Sunday, July 8, 2018

Don't Make a Scene: Bridge of Spies

The Story: We're on a slippery slope these days. The ground we stand on is shifting like sand and it's just as unstable as one would imagine. 

It's certainly not something you can build on.

You can't trust anybody. The basic tenet these days is that it's okay as long as you get away with it—it's a result of the long shadow of the situational ethics that were introduced to the American people as "normal" in the world of politics (as it had probably been for as long as there has been politics) during the Watergate investigation. But, it was there in the McCarthy investigations. It was there in Teapot Dome. Every war has its situational ethics espoused by both sides—loudly by the winners, bitterly and stubbornly by the losers. You read both sides in Shakespeare's "Julius Caesar," and they're situational.

It's in the world of public relations. It's in advertising and advocacy. Lies, damn lies and statistics. There's so much "spin" these days it makes your head...spin.

But, the truth is...there's such a thing as truth. Immutable truth. Facts. Inarguable facts...no matter how loudly and constantly you argue with and about them. Facts are NOT situational, no matter how much you may want them to be. Wanting it does not make it so. Cherry-picking them merely skews, it doesn't change the facts. Facts are stubborn things.

But, one has to know what one is talking about. And one has to know what the stakes are. And that takes a defining of terms. Without the defining of terms, one just invites chaos and disaster. And one hopes...one hopes...that a consensus can be reached on those, lest things devolve to a state where everyone can agree about only one thing—that things are really messed up. 

The Set-up: James Donovan (Tom Hanks) is a lawyer who has as his client an insurance company and he sits down with the lawyer for "the other side" in a setting-down of rules of engagement and definitions of terms.

Action!


PRE-LAP
Mellow jazz piano...
DISSOLVE TO INT. THE HARVARD CLUB
Two middle-aged men sit in club chairs facing each other. Each holds a tumbler of scotch.
DONOVAN Don’t say “my guy.” He’s not “my guy.”
BATES Yes he’s your guy. Who’re we talking about?
DONOVAN We’re talking about a guy who is insured by my client. So don’t make him “my guy.”
BATES Okay, fine, my point is he -- the guy insured by your client -- he doesn’t deny any of these things happened --
DONOVAN “These things?”
BATES Yes. These five things.
DONOVAN Wait. Hold it, hold it, hold it. Not five things, one thing.
BATES Clearly, it’s five things.
DONOVAN Well -- I’m sorry -- it’s not clear to me.
DONOVAN Five things? Explain it to me.
BATES It’s self-evident.
DONOVAN Okay, then tell me what happened, tell me the story in a way that makes sense. For five things.
BATES Fine. Absolutely. Your guy --
DONOVAN Not my guy. Insured by my client. 
BATES The guy insured by your client -- is driving down State Highway 19 when he loses control of his car, hits my five guys. 
BATES The five guys who hired me to represent them because you’re not honoring your claim.
DONOVAN You mean my client is not honoring the claim. The insurance company.
BATES Mr. Donovan: we’re all clear on who’s who here.
DONOVAN Except, my client honors every claim. 
DONOVAN They do, Mr. Bates, every single legitimate claim. Up to the limit of their liability,

DONOVAN ...which is $100,000 per accident in the case of this man’s policy. 
DONOVAN And this is one claim, according to your description. “He hit my five guys.”
DONOVAN The guy insured by my client had one accident, one one one, losing control of the car and hitting five motorcyclists.
BATES From their point of view, five things happened.
DONOVAN Look Bob -- may I? Bob?
DONOVAN (gestures to self) Jim.
DONOVAN If I go bowling and I throw a strike, one thing happened.
DONOVAN Ten things didn’t happen.
BATES Jim. My clients are not bowling pins. As much your guy might have treated them so --
DONOVAN Lemme finish. If your house is insured to $100,000 and a tornado carries it away, it carried away one house.
DONOVAN It didn’t pick up every stick of furniture and destroy it in a separate incident.
DONOVAN If that’s what you’re saying...
DONOVAN well...
DONOVAN ...then there is never any limit to our liability and that is the end of the insurance business.
DONOVAN And then, Bob, nobody is safe.

Bridge of Spies

Words by Matt Charman and Joel and Ethan Coen

Pictures by Janusz Kaminski and Steven Spielberg

Bridge of Spies is available on DVD and Blu-Ray from Touchstone Home Entertainment.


- **PROBLEM**:
Go through the listing and set it down exactly, leaving out its pictures.

- **THE DATA**:
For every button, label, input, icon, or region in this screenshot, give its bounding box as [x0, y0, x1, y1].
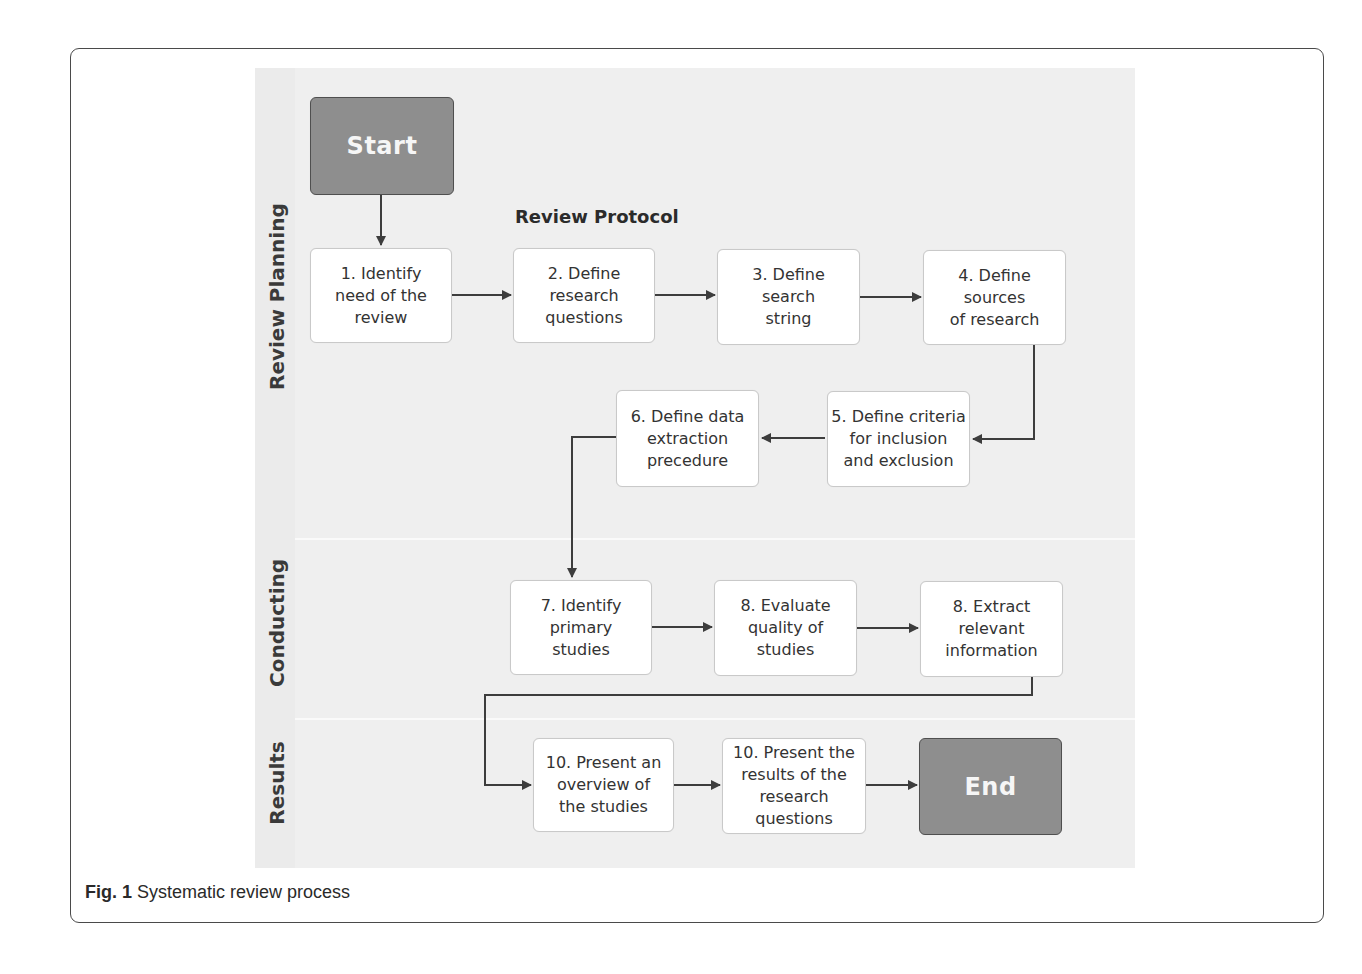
- step-label: 2. Define research questions: [545, 263, 622, 329]
- step-label: 7. Identify primary studies: [541, 595, 622, 661]
- lane-divider: [255, 718, 1135, 720]
- figure-caption: Fig. 1 Systematic review process: [85, 882, 350, 903]
- step-label: 6. Define data extraction precedure: [631, 406, 745, 472]
- step-6-define-data-extraction: 6. Define data extraction precedure: [616, 390, 759, 487]
- step-4-define-sources: 4. Define sources of research: [923, 250, 1066, 345]
- end-label: End: [964, 776, 1016, 798]
- figure-caption-text: Systematic review process: [132, 882, 350, 902]
- start-label: Start: [347, 135, 418, 157]
- start-node: Start: [310, 97, 454, 195]
- lane-label-results: Results: [265, 738, 289, 828]
- step-label: 10. Present an overview of the studies: [546, 752, 662, 818]
- step-label: 8. Evaluate quality of studies: [740, 595, 830, 661]
- step-1-identify-need: 1. Identify need of the review: [310, 248, 452, 343]
- review-protocol-heading: Review Protocol: [515, 206, 679, 227]
- step-label: 8. Extract relevant information: [945, 596, 1037, 662]
- lane-label-conducting: Conducting: [265, 567, 289, 687]
- lane-divider: [255, 538, 1135, 540]
- step-5-define-criteria: 5. Define criteria for inclusion and exc…: [827, 391, 970, 487]
- step-label: 5. Define criteria for inclusion and exc…: [831, 406, 965, 472]
- end-node: End: [919, 738, 1062, 835]
- step-7-identify-primary-studies: 7. Identify primary studies: [510, 580, 652, 675]
- step-3-define-search-string: 3. Define search string: [717, 249, 860, 345]
- step-10-present-overview: 10. Present an overview of the studies: [533, 738, 674, 832]
- step-label: 1. Identify need of the review: [335, 263, 427, 329]
- step-10-present-results: 10. Present the results of the research …: [722, 738, 866, 834]
- step-8-evaluate-quality: 8. Evaluate quality of studies: [714, 580, 857, 676]
- lane-label-review-planning: Review Planning: [265, 230, 289, 390]
- step-label: 4. Define sources of research: [950, 265, 1040, 331]
- step-2-define-research-questions: 2. Define research questions: [513, 248, 655, 343]
- step-label: 10. Present the results of the research …: [733, 742, 855, 830]
- figure-caption-label: Fig. 1: [85, 882, 132, 902]
- step-label: 3. Define search string: [752, 264, 825, 330]
- step-8-extract-information: 8. Extract relevant information: [920, 581, 1063, 677]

- **OUTPUT FOR THIS TASK**:
For every button, label, input, icon, or region in this screenshot, give its bounding box as [x0, y0, x1, y1].
- step-label: 2. Define research questions: [545, 263, 622, 329]
- step-label: 7. Identify primary studies: [541, 595, 622, 661]
- lane-divider: [255, 718, 1135, 720]
- figure-caption: Fig. 1 Systematic review process: [85, 882, 350, 903]
- step-label: 6. Define data extraction precedure: [631, 406, 745, 472]
- step-6-define-data-extraction: 6. Define data extraction precedure: [616, 390, 759, 487]
- step-4-define-sources: 4. Define sources of research: [923, 250, 1066, 345]
- end-label: End: [964, 776, 1016, 798]
- figure-caption-text: Systematic review process: [132, 882, 350, 902]
- start-label: Start: [347, 135, 418, 157]
- start-node: Start: [310, 97, 454, 195]
- lane-label-results: Results: [265, 738, 289, 828]
- step-label: 10. Present an overview of the studies: [546, 752, 662, 818]
- step-label: 8. Evaluate quality of studies: [740, 595, 830, 661]
- step-1-identify-need: 1. Identify need of the review: [310, 248, 452, 343]
- review-protocol-heading: Review Protocol: [515, 206, 679, 227]
- step-label: 8. Extract relevant information: [945, 596, 1037, 662]
- lane-label-conducting: Conducting: [265, 567, 289, 687]
- lane-divider: [255, 538, 1135, 540]
- step-5-define-criteria: 5. Define criteria for inclusion and exc…: [827, 391, 970, 487]
- step-label: 5. Define criteria for inclusion and exc…: [831, 406, 965, 472]
- end-node: End: [919, 738, 1062, 835]
- step-7-identify-primary-studies: 7. Identify primary studies: [510, 580, 652, 675]
- step-3-define-search-string: 3. Define search string: [717, 249, 860, 345]
- step-10-present-overview: 10. Present an overview of the studies: [533, 738, 674, 832]
- step-label: 1. Identify need of the review: [335, 263, 427, 329]
- step-10-present-results: 10. Present the results of the research …: [722, 738, 866, 834]
- step-8-evaluate-quality: 8. Evaluate quality of studies: [714, 580, 857, 676]
- lane-label-review-planning: Review Planning: [265, 230, 289, 390]
- step-label: 4. Define sources of research: [950, 265, 1040, 331]
- step-2-define-research-questions: 2. Define research questions: [513, 248, 655, 343]
- step-label: 10. Present the results of the research …: [733, 742, 855, 830]
- figure-caption-label: Fig. 1: [85, 882, 132, 902]
- step-label: 3. Define search string: [752, 264, 825, 330]
- step-8-extract-information: 8. Extract relevant information: [920, 581, 1063, 677]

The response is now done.